Christmas, the Joyful Mystery

Nothing quite matches the joys of Christmas, except the mysteries of Christmas. To the believers, the mysteries start with the Incarnation of God becoming baby, born of virgin, arriving poor on earth in swaddling clothes in a manger lighted only by a distant lone star the same God form whose fingertips had same God from whose fingertips had tumbled planets and comets and suns.

This, to the Christians, is exquisite mystery that passeth understanding and yet they believe because they could comprehend the mystery with the mind of their faith. Believing a story too magical to be true is part of the reason why Christmas makes people as happy as a child and sentimental.

Of course, to nonbelievers the Christmas story about divinity in a stable is pure fable. There cannot be a mystery to them who had rejected the truth of the story in the first place. Apart from this, they don’t accept anything beyond the rim reason and the province of the senses. And there are those among them that are so sure that God does not exist.

The most that the assorted unbelievers could concede is that Jesus Christ was an extraordinary man with magical powers to inspire and mesmerize masses of people, a great teacher, perhaps, a [prophet. But any suggestion that he was God or God-Man is, to them, just too much.

But Christmas has a built-in mysteries even to the most incredulous. And these mysteries are more mystifying to them precisely because they don’t believe, rejecting all tools of perceiving except reason. There are facts about Christmas and Christ that are settled, known, admitted by all. It’s these facts that have spawned enigmas that have bothered and bewildered the non believers.

How come that of all the thousands of magnificent men that trod this earth, Christ alone had become the main measure of the lifetime of mankind? In the calendar of human existence, he holds center stage: all the years and centuries after him are catalogued as BC, Before Christ, and all the years and centuries after him are marked A.D, After Death, as if the whole world revolved around him.

Why does the entire world, both Christian and non-Christian, celebrate the feast of his birth, now nearing the 3,000th year as it does not do for any other person?

Bishop Fulton Sheen, America’s best loved preacher, once said that Good Friday was necessary. ” There would not have been Easter Sunday if not for Good Friday. ” Might it not also be said that Christmas is more necessary? Without Christmas, neither Good Friday nor Easter Sunday would have happened.
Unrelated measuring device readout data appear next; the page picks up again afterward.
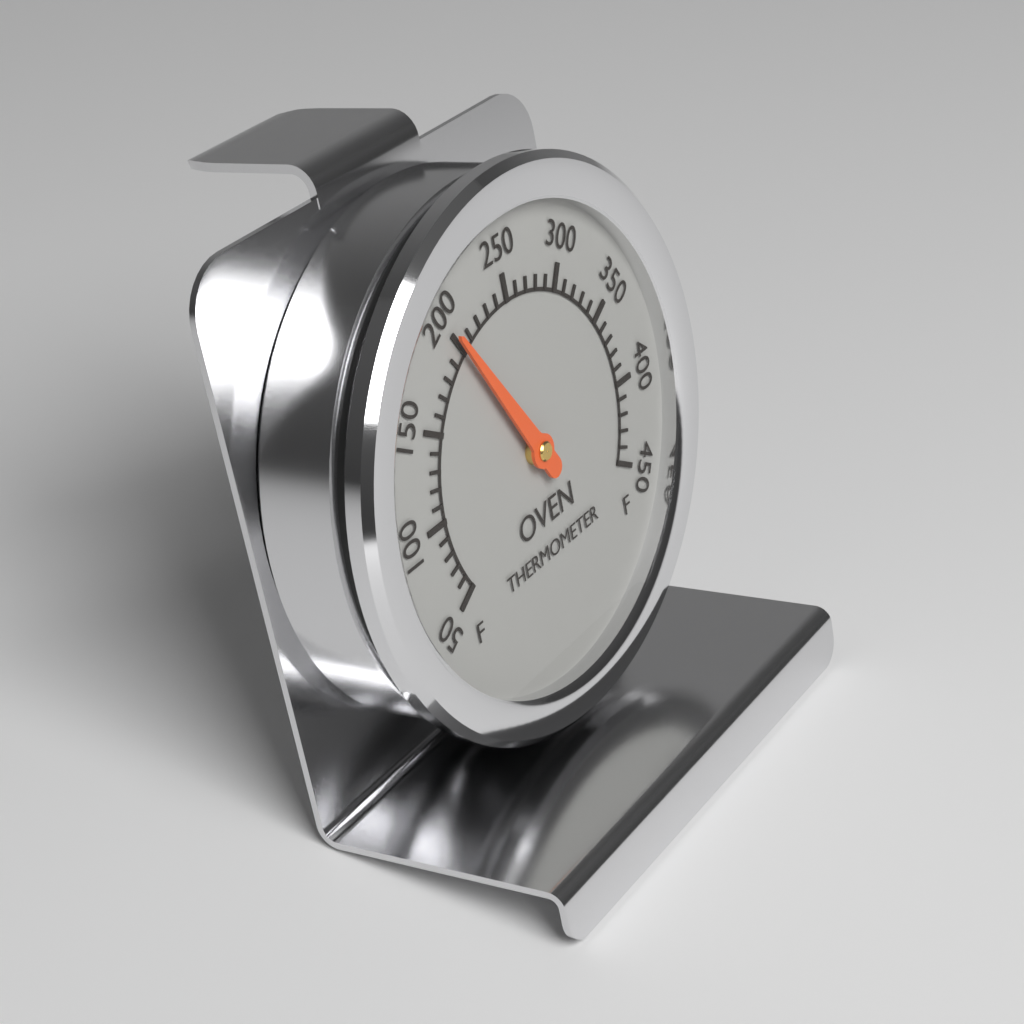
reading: 200 °F
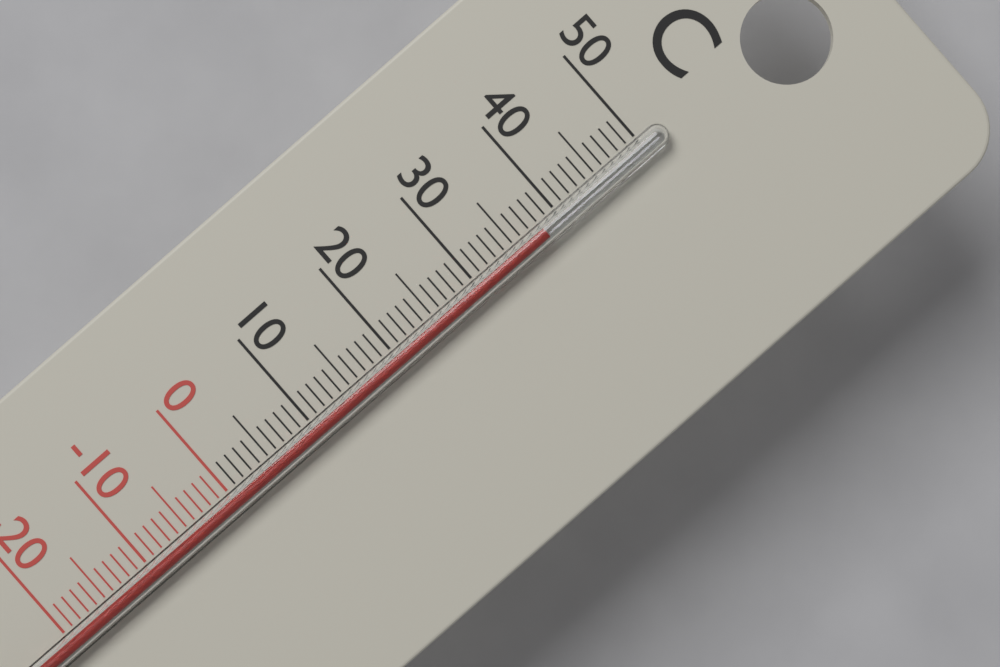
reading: 38 °C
Again, there is the everlasting quality of his Church. From Peter to Pope John Paul II, the succession is unbroken. Stalin once mocked the pope in Rome” ” How many divisions does he have?” One could imagine the envy that consumes those who deny Christ even his credentials as the promised Messiah. One sees the same stubbornness, despite overwhelming evidence, that has given the Jewish people a lot of trouble. There are those who would try to get even. What shrew efforts they make to obscure or twist the meaning of Christmas.

Note that some Christmas cards and ads talk only of “Yuletide or ” Season’s greetings.” The word Christmas is at all cost avoided. No reference to the Nativity. Christmas trees replacing belens could be part of the subtle campaign to subvert Christmas.

Christmas celebrates perhaps the most important event in the life of the world. It’s a love story between God and world. It’s a love story between God and man, divinity humbling itself to share humanity with man. Let’s take care we celebrate Christmas meaningfully, not trivializing it with jingles, baubles, and tinsel.